▶ [Exercise brief] For this exercise, output exactly and only the lines running from the one with "Identify the location of column-header: Form" through the final line of the data below, without pictures.

(Collected data)
==========

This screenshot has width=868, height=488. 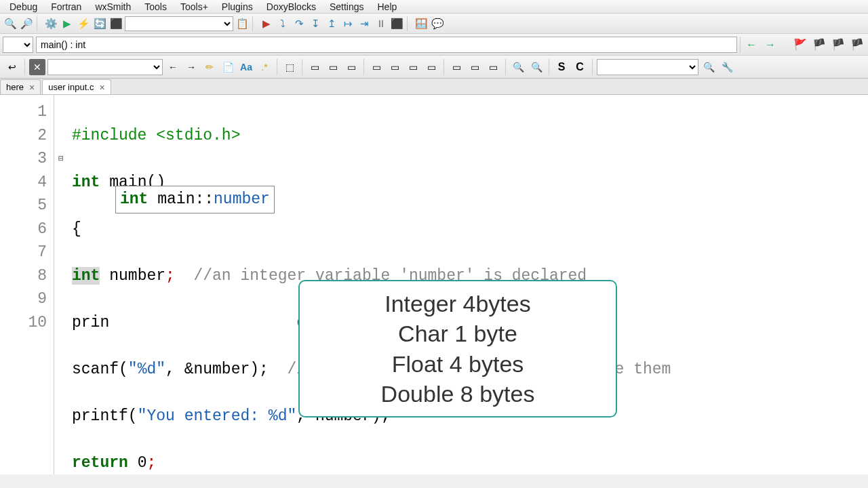 I want to click on menubar: Debug Fortran wxSmith Tools Tools+ Plugi…, so click(x=434, y=7).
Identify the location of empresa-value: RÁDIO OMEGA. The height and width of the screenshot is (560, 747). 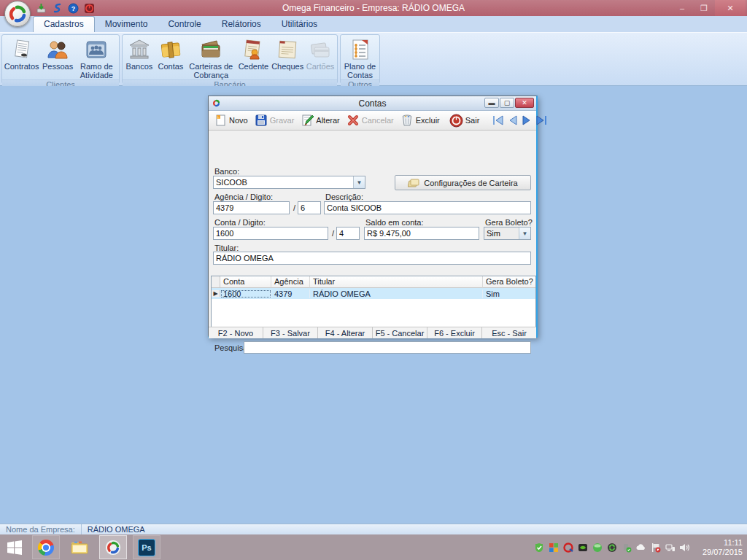
(117, 529).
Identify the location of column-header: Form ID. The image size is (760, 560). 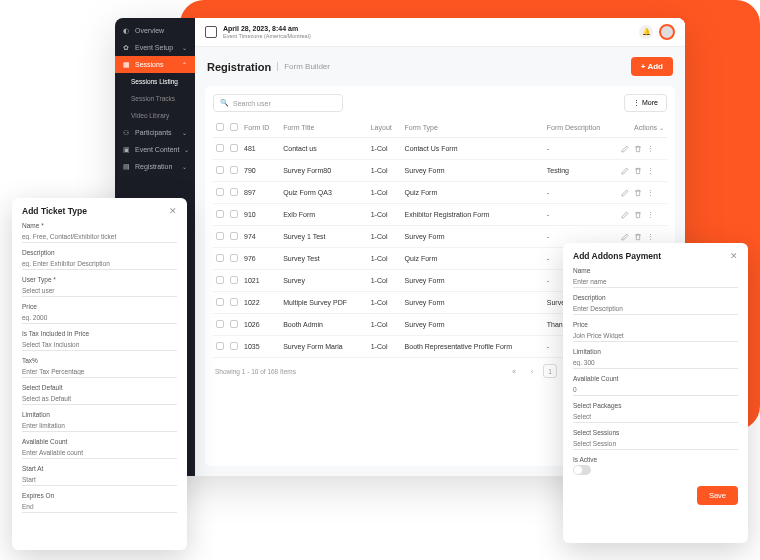
(260, 128).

==========

▶ [Task output]
Identify the location of column-header: Form ID. The image size is (760, 560). 
(260, 128).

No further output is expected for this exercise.